4 minute read

The Wizards at DARPA by David Ignatius

Next Article
Mind Your Business

Mind Your Business

Political Crossfire The Wizards at DARPA

By David Ignatius

Has anything hopeful been happening in this toxic year of partisan politics and the coronavirus pandemic? Mercifully yes, and for a reminder of the wonders of the human imagination, consider what the wizards at DARPA have been up to lately.

Looking for an election break, I spoke on Monday with Victoria Coleman, who in September became director of the Defense Advanced Research Projects Agency, as it’s formally known. Joining her was Peter Highnam, her deputy, who since January 2019 had been serving as its acting director.

That both Coleman and Highnam were born abroad illustrates one of America’s greatest assets – we’re still a magnet for the world’s smartest and most creative people. Long may that continue, whatever our current problems.

DARPA is a reminder that disease and political dysfunction can’t stop the innovation machine that is the United States. The agency that helped create the Internet, GPS, Siri and the humble computer mouse is still looking for what Coleman describes as “very risky, big bets, ‘if it works it changes everything’ kinds of ideas.” She and Highnam talked with me about a few of them, which DARPA has pressed forward on this year despite the pandemic.

Let’s start with a program called SenSARS, which the agency announced on Monday as one of its periodic “disruption opportunities.” The goal is to find new technologies – quickly – that can detect SARSCoV-2 and other pathogens in offices, classrooms and buildings. DARPA will start issuing grants before the end of January.

If that real-time sampling seems far-fetched, consider that DARPA has already developed a program called Sigma+ to detect chemical and biological threats in the air. It was field-tested in Indianapolis in August, when five non-toxic chemicals were released and tracked. A DARPA system to detect radiological or nuclear threats is already fully deployed in the bridges and tunnels and other transportation systems of New York City and northern New Jersey.

What about computing, which drives every other technology on the planet? DARPA for many years has funded breakthrough research in quantum computing, whose qubits can be both zero and 1 and any position in between, unlike traditional computers, whose bits are either zero or one. It’s a mind-boggling approach that eventually will transform computation. But the tiny qubits are so fragile that they have to be kept near absolute zero temperature, and even then, they last for only microseconds – which means that a universal quantum computer may be decades away.

Enter DARPA. The agency in September announced a program to use room-temperature atomic “vapors” for quantum sensing and imaging. (The acronym-addicted agency calls this one SAVaNT, for Science of Atomic Vapors for New Technologies.) Meanwhile, another DARPA

Artificial intelligence has been a DARPA project for several decades, but the pace is accelerating.

program is combining “noisy” (meaning short-lived) qubits with classical computers to solve some otherwise impossible optimization problems.

Another mind-blowing DARPA computing project seeks to use the magic of biology – the way our brains and bodies encode and remember information – to design computational devices of the future.

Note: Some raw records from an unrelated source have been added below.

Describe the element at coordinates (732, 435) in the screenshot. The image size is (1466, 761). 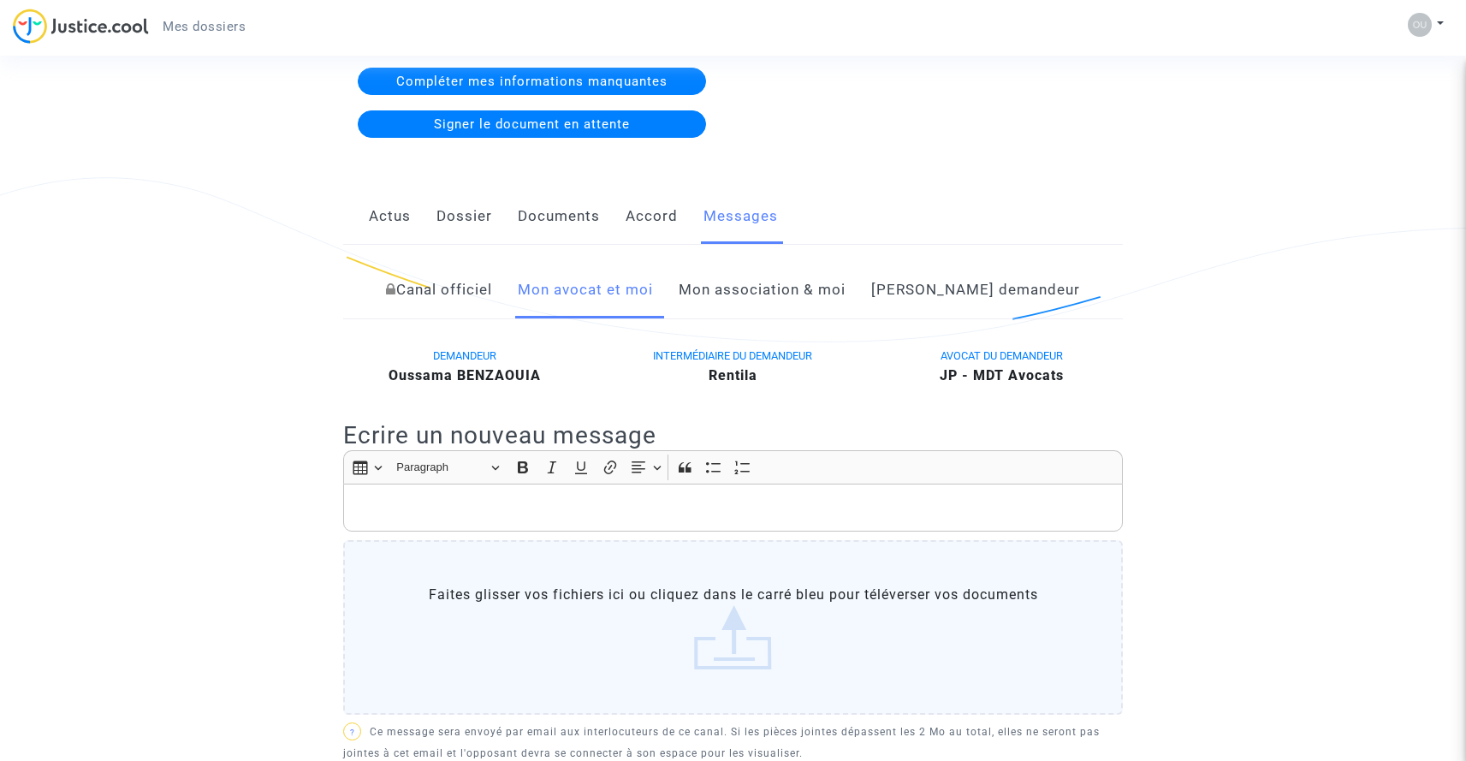
I see `h2: Ecrire un nouveau message` at that location.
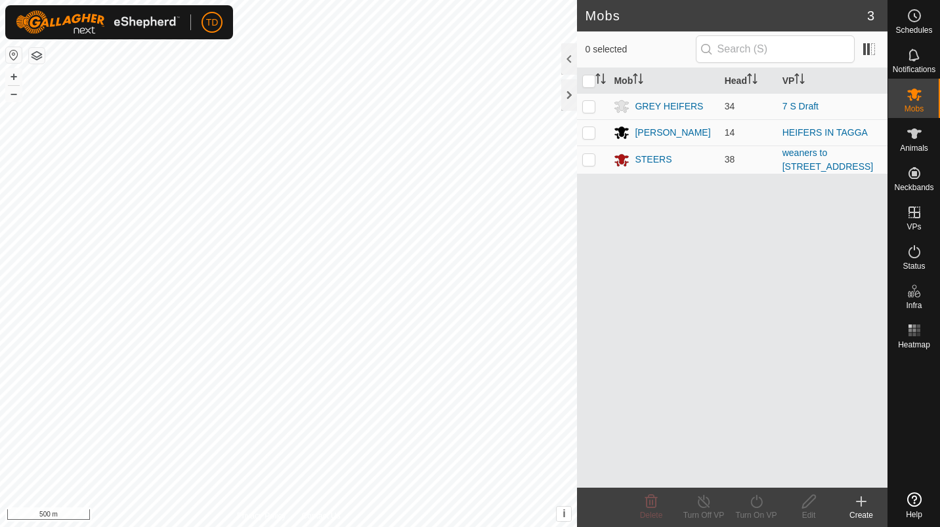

A DARPA program called Lifelong Learning Machines, started three years ago, is trying to build true “learning machines” on the premise that “even the smartest of the current crop of AI [artificial intelligence] systems can’t stack up against adaptive biological intelligence.”

Artificial intelligence has been a DARPA project for several decades, but the pace is accelerating. Coleman told me the agency is spending $2 billion over the next five years to fund more than 60 AI programs, including more than 30 that are exploring “next generation” AI. Among those that caught my eye on DARPA websites are Explainable Artificial Intelligence so computers can tell us how they solved problems; and Media Forensics to help detect fakes; and Machine Common Sense.

Worried that the United States might lose its edge in manufacturing chips and other hardware, DARPA has funded what it calls the Electronics Resurgence Initiative, which seeks to boost what can be written on chips by 50 times, to experiment with photonics in chip design, and to increase speed of graphics processors 1,000 times.

And then there’s the DARPA stuff that just sounds cool: A computer algorithm that beat an ace F-16 pilot 5-0 in a series of simulated dogfights in August; a program called PALS (for Persistent Aquatic Living Sensors) that uses sea life - shrimp, grouper, reef formations – to detect the presence of submarines; and an unmanned vehicle that can navigate rivers, swamps and deserts – as well as highways.

We have a world of worries these days. But spend a little time browsing DARPA’s website, and you’ll realize that the United States maintains the genius for science and technology that created our modern world – and that it shows no sign of slowing down.